KINDS OF KINDNESS, from left: Willem Dafoe, Margaret Qualley, 2024. ph: Atsushi Nishijima / © Searchlight Pictures / Courtesy Everett Collection
‘Kinds of Kindness’©Searchlight Pictures/Courtesy Everett Collection

Sex, twins, and food are some of the other motifs that spill into every corner of “Kinds of Kindness,” all of them pooling together in a final segment that’s fittingly dubbed “R.M.F. Eats a Sandwich.” This time, Plemons takes a secondary role to Stone, who’s suddenly stylized to look like Shiv Roy; Andrew is a cultist so devoted to Dafoe and Chau that he only drinks from a giant container of their dirty bathwater (no judgments here), while his work partner and fellow proselytizer Emily risks her status in the religious group by holding onto some important relationships from her secular life.

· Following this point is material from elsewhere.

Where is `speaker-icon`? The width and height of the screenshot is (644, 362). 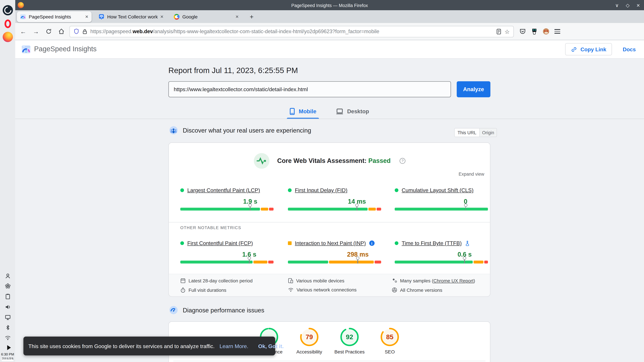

Screeching around the shoreline in a purple Dodge Challenger, these uneasy coworkers are tasked with finding a young woman with magic powers, a quest that sees them crossing paths with one Hunter Schaefer and two Margaret Qualleys in between aggressively distressing bouts of sexual assault and animal cruelty. And yet, for all of that awfulness, it’s a sustained, consensual, and extremely close shot of two characters making out that best epitomizes Lanthimos’ slow-boiling frog-in-a-pot approach to the stuff in this movie, as each story is more disturbing than the one before it; by the time we get to “R.M.F. Eats a Sandwich,” people can’t even show their affection in normal ways without making you want to crawl out of your skin.

That vague trajectory of steadily increasing vileness offers “Kinds of Kindness” with the closest thing that it has to momentum, though anyone holding their breath for a grand catharsis that might tie everything together is in for a harsh reality check, as Lanthimos continues to frustrate the fun right out of this film all the way through its dying moments. To be more specific without spoiling anything: The movie abruptly ends in the middle of its most high-energy moment since the opening credits, only to follow that with a mid-credits coda that acts as a morbid, semi-trollish punchline to everything you’ve sat through for the past three hours.

And yet, I hesitate to think that “Kinds of Kindness” is quite as spiteful as it seems. Lanthimos isn’t giving the finger to his fans just because he’s aggressively forsaking his own need for acceptance. For one thing, that hostility is part of the reason why so many people liked his work in the first place. For another, “Kinds of Kindness” would have failed to embody the courage of its convictions if not for its willingness to risk alienating those in its wheelhouse — to push them to the outer limits of their displeasure, only to realize that the relentless inertia of Lanthimos’ longest movie is an expression of his love for anyone willing to sit through it. After all, what relationship is more codependent, or more abidingly beautiful, than that between an artist and their audience?

Grade: B

“Kinds of Kindness” premiered in Competition at the 2024 Cannes Film Festival. Searchlight Pictures will release it in theaters on Friday, June 21.